Scope
This document provides guidance on selecting and configuring virtual network interface cards (vNICs) in virtualized environments, specifically focusing on VMware ESXi and Proxmox VE. It’s adapted from internal engineering guidance, customer experience and other publicly available guidance on this topic.
It explains the functional and performance differences between emulated NICs (e.g., E1000) and paravirtualized NICs (e.g., VMXNET3 and VirtIO), with emphasis on their impact in performance-sensitive environments such as real-time audio, multicast networking, and latency-sensitive applications.
This document is intended to:
Clarify why E1000 emulation may introduce performance and stability issues
Provide best-practice recommendations for NIC selection in virtual machines
Highlight considerations specific to timing-sensitive and multicast-heavy workloads
Out of Scope
This document does not cover:
Detailed configuration of hypervisors, virtual switches, or physical network infrastructure
Both VMWare and Proxmox reqire the use us of proper windows drivers
https://techdocs.broadcom.com/us/en/vmware-cis/vsphere/tools/12-4-0/vmware-tools-administration-12-4-0/introduction-to-vmware-tools/vmware-tools-device-drivers.html
https://pve.proxmox.com/wiki/Windows_VirtIO_DriversVendor-specific tuning parameters beyond general recommendations
Troubleshooting of specific deployment issues or environments
Performance benchmarking or comparative testing data
Non-VM environments (bare metal systems)
Overview
When deploying virtual machines on platforms such as VMware ESXi or Proxmox VE, the choice of virtual network interface card (vNIC) can significantly impact performance, latency, and overall reliability.

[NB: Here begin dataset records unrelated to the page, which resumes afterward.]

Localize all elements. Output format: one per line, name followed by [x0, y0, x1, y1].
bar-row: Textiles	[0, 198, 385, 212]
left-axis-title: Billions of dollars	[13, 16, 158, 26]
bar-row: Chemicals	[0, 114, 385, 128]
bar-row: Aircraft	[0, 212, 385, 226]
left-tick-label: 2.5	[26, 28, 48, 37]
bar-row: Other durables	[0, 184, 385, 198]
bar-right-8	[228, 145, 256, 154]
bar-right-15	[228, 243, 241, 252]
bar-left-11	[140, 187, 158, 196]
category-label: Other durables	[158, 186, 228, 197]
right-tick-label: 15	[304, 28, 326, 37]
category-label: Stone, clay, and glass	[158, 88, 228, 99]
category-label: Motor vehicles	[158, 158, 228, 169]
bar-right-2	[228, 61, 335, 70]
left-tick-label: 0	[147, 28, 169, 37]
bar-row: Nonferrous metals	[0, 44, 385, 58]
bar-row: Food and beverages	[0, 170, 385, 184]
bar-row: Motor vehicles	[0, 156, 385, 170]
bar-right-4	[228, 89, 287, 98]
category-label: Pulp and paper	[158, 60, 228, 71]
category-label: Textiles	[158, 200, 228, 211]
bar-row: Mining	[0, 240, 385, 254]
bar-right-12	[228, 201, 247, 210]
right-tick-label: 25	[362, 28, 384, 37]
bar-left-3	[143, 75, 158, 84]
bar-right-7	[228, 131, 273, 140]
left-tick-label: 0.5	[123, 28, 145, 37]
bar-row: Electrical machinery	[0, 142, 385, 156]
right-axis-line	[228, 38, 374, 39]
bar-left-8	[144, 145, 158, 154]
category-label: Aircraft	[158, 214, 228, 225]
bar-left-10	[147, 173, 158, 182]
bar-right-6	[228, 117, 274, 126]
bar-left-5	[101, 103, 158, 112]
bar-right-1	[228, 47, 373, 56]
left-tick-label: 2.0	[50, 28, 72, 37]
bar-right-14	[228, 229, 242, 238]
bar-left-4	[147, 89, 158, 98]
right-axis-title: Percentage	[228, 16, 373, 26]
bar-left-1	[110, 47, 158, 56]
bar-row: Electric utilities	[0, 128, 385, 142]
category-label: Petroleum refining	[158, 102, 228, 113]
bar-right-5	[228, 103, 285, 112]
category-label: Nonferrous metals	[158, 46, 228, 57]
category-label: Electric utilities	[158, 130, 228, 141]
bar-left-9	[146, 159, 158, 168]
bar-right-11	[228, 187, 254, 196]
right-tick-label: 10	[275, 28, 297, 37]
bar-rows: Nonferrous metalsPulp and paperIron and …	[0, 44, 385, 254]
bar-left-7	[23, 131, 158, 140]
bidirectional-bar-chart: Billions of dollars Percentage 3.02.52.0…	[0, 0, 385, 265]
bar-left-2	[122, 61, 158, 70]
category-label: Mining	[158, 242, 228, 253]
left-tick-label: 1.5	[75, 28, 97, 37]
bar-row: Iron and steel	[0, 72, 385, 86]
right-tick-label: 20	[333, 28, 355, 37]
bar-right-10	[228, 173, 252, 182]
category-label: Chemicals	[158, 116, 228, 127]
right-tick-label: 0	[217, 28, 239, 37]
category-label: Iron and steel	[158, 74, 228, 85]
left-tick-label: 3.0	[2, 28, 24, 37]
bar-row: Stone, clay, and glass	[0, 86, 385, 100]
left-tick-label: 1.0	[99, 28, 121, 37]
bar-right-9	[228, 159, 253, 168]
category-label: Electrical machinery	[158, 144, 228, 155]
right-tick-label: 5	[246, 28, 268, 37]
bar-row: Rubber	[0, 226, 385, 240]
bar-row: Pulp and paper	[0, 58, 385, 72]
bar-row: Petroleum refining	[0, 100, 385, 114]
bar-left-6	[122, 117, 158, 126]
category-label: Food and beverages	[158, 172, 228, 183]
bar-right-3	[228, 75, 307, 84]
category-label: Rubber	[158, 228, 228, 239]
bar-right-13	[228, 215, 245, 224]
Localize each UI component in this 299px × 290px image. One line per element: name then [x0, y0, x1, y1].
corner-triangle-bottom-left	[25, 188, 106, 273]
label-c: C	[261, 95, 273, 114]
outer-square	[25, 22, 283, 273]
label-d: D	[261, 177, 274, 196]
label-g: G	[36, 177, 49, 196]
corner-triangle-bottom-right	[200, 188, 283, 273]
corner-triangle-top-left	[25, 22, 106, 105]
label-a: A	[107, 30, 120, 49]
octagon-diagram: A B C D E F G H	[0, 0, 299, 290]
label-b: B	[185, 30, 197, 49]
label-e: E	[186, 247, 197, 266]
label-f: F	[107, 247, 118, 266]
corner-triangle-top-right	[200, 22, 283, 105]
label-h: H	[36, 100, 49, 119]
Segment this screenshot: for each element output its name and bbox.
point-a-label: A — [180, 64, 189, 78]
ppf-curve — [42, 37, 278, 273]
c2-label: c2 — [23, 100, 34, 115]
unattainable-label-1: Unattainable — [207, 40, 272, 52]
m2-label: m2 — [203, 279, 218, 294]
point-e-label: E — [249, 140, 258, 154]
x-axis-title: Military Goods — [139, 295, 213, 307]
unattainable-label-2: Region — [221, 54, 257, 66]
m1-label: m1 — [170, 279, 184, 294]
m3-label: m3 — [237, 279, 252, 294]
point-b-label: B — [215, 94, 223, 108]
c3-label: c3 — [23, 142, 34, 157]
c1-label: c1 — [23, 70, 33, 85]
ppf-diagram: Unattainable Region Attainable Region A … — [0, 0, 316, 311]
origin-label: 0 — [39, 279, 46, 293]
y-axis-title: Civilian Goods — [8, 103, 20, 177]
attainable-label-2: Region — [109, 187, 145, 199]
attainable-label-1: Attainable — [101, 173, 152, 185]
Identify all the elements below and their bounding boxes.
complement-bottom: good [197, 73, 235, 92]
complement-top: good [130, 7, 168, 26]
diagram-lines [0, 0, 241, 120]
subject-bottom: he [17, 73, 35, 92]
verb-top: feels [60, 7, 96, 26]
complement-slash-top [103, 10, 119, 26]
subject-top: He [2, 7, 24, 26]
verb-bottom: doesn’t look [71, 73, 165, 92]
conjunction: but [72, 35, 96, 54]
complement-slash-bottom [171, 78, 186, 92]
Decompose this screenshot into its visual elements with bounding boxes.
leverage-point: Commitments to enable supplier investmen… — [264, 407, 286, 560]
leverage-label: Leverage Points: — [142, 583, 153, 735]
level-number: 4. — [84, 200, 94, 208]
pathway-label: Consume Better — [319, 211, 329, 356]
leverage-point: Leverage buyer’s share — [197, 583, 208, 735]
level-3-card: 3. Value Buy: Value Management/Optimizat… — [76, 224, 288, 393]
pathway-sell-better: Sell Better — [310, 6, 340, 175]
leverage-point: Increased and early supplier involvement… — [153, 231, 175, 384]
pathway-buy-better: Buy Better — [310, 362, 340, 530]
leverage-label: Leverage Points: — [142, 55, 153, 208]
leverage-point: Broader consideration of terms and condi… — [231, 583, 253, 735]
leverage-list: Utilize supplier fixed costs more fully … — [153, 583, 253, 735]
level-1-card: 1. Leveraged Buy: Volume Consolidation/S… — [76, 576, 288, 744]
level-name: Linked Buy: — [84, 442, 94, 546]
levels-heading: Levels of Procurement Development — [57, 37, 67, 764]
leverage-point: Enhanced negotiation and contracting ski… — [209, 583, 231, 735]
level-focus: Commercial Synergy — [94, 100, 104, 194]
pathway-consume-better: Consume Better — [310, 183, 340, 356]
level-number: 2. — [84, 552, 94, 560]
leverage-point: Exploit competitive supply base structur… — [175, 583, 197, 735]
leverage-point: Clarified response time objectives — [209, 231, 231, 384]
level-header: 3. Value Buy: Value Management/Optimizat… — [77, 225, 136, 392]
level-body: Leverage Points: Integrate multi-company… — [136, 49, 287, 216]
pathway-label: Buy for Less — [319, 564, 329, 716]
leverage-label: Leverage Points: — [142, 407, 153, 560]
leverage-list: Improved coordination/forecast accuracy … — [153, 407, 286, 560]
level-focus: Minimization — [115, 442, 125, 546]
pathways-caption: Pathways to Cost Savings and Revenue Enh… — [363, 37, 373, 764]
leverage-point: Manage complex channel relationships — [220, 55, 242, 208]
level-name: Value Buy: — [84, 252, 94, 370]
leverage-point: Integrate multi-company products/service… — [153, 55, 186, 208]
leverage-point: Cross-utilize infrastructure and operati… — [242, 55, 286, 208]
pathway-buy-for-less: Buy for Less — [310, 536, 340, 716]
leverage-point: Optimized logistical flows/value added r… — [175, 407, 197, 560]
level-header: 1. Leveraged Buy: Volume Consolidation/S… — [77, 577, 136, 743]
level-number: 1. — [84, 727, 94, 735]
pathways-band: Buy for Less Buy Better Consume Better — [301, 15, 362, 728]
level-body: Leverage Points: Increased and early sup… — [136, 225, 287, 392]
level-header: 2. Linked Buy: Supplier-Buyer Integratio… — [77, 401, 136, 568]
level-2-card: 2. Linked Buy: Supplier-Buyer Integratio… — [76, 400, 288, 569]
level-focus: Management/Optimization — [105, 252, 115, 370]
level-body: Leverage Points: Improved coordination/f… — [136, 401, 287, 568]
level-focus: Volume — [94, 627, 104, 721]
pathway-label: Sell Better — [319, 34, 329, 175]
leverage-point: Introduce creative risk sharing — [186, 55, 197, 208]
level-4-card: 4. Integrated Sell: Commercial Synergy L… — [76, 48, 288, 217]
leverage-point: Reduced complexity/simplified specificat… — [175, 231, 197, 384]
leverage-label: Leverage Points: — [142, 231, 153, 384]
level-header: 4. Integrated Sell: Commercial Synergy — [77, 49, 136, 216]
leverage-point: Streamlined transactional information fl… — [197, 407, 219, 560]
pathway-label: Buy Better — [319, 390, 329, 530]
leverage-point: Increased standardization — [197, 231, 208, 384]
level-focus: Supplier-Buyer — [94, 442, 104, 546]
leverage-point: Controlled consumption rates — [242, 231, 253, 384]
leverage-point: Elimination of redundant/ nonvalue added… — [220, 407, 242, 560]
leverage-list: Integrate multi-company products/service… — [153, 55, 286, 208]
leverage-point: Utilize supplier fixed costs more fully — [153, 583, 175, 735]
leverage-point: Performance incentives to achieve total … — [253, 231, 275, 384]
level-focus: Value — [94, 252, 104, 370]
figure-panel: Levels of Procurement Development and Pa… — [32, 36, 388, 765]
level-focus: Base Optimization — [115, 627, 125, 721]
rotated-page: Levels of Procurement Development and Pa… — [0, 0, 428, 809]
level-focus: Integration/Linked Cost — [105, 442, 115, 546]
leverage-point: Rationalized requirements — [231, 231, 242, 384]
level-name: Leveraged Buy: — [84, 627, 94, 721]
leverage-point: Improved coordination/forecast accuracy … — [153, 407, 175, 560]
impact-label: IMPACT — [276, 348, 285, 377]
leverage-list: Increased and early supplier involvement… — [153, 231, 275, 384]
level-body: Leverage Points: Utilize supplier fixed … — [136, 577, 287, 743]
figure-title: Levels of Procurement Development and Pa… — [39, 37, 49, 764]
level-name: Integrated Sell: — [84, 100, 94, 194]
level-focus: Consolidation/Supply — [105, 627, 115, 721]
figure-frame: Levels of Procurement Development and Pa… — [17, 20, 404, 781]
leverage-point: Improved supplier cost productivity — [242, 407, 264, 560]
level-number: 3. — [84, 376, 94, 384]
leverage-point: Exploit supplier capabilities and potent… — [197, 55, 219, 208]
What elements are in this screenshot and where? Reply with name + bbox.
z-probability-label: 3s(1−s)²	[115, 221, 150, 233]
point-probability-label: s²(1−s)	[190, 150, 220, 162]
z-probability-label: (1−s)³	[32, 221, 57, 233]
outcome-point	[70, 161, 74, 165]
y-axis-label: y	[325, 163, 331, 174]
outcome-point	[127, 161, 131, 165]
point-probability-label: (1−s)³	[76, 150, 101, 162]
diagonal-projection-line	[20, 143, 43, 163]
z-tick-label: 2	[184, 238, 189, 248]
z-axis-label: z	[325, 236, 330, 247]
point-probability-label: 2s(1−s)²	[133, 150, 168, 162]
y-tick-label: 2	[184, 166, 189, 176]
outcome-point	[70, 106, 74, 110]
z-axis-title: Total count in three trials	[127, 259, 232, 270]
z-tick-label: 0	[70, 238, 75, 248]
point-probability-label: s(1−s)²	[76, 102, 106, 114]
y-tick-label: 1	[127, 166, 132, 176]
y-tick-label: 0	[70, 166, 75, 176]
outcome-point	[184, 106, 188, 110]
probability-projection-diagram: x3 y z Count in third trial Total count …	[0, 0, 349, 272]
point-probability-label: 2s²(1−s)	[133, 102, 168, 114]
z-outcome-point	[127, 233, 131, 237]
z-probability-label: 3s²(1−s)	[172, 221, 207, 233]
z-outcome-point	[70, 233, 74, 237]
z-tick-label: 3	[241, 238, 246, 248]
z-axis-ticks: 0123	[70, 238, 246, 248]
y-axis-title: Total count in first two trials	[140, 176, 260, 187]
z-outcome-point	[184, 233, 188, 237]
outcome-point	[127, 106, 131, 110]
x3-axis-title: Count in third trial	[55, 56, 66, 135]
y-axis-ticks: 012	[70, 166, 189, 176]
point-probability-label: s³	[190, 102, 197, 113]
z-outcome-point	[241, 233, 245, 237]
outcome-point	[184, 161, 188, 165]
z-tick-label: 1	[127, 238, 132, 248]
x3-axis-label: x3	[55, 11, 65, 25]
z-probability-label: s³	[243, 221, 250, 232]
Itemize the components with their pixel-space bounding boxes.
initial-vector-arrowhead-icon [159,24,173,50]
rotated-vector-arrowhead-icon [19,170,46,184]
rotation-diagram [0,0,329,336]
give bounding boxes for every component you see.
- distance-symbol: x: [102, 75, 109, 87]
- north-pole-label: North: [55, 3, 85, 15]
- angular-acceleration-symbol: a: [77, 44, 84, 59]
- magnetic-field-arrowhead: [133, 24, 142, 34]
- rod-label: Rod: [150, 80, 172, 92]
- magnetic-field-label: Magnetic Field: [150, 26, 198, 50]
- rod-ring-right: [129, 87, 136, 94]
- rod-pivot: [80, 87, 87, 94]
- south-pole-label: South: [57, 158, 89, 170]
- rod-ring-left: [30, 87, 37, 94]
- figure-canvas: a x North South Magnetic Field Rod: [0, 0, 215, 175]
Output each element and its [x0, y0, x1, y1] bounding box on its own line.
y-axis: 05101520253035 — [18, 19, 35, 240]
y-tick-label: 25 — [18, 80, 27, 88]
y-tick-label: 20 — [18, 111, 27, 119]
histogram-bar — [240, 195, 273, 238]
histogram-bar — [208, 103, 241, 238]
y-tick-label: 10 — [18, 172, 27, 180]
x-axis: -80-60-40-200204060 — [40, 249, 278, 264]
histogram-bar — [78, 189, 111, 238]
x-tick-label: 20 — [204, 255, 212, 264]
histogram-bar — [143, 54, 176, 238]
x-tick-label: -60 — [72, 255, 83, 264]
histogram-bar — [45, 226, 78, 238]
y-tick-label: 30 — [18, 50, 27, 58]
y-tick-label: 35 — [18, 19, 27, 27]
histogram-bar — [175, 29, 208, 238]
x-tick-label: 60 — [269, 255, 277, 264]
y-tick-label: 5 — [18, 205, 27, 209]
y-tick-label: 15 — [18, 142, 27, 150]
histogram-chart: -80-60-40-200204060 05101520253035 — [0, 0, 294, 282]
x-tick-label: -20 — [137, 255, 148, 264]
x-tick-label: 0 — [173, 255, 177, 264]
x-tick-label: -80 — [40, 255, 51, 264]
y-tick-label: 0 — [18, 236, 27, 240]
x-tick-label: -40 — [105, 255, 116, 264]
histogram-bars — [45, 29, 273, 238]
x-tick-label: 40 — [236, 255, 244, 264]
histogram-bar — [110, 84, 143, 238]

A common question is why E1000 emulation frequently causes issues, while VMXNET3 (VMware) and VirtIO (Proxmox/KVM) tend to perform better.
Key Differences
E1000 (Emulated NIC)
Emulates an older Intel 1 GbE PCI network adapter
Designed for maximum compatibility, not performance
Requires the hypervisor to simulate real hardware behavior
VMXNET3 / VirtIO (Paravirtualized NICs)
Designed specifically for virtual environments
Guest OS communicates directly with the hypervisor using optimized drivers
Focused on performance, efficiency, and low overhead
Why E1000 Causes Problems
E1000 operates as a full hardware emulation layer. This introduces several inefficiencies:
Higher CPU Overhead
Every packet requires hardware-level emulation (registers, interrupts, descriptors)Increased Interrupt Load
Less efficient interrupt handling leads to more CPU cycles per packetLatency and Jitter Variability
Timing-sensitive traffic can suffer due to inconsistent packet handlingBuffering Inefficiencies
Emulated queues are less optimized than paravirtualized onesDriver and Emulation Quirks
Behavior depends on how accurately the hypervisor mimics hardwareWeaker Performance Under Load
Bursty or high-throughput traffic can overwhelm the emulation layer
Why VMXNET3 and VirtIO Perform Better
Both VMXNET3 and VirtIO are paravirtualized drivers, meaning they are built specifically for virtualization:
Lower CPU Usage
Fewer abstraction layers → more efficient packet handlingImproved Throughput
Better batching and queue managementReduced Latency and Jitter
More direct communication between guest and hostAdvanced Offloading Support
Features like checksum offload, segmentation, and multiqueueBetter Scaling Under Load
Designed to handle modern traffic patterns
Real-World Impact
In general IT workloads, E1000 may appear to function adequately. However, issues become more apparent with:
Real-time audio like Livewire or other AoiP (like AES67, SMPTE2110-30, SMPTE2022-7,etc)
SIP and telephony systems
Multicast-heavy environments
Timing-sensitive applications (e.g., PTP-adjacent systems)
High-throughput or bursty traffic
In these scenarios, E1000 can introduce:
Packet loss
Increased jitter
Timing inconsistencies
Unpredictable performance
Recommendations
Use E1000 only when:
Installing an OS that lacks paravirtualized drivers
Performing initial setup or recovery
Compatibility is the primary concern
Use VMXNET3 (VMware) or VirtIO (Proxmox/KVM) for:
Production environments
Performance-sensitive applications
Any workload involving real-time or multicast traffic
Important Considerations
Even with the correct vNIC, VM networking performance depends on:
Physical NIC capabilities and drivers
vSwitch / bridge configuration
CPU scheduling and host load
Interrupt moderation settings
Offload features (enabled/disabled appropriately)
Note: Virtual networking is not inherently deterministic. Poor host configuration can negate the advantages of paravirtualized drivers.
Summary
E1000 is best viewed as a compatibility fallback, not a performance solution.
For most modern deployments:
VMXNET3 (VMware)
VirtIO (Proxmox/KVM)
…are the preferred choices due to their efficiency, scalability, and suitability for real-time and high-performance workloads.
If you’re working in AoIP or similar environments, this becomes less of a recommendation and more of a requirement.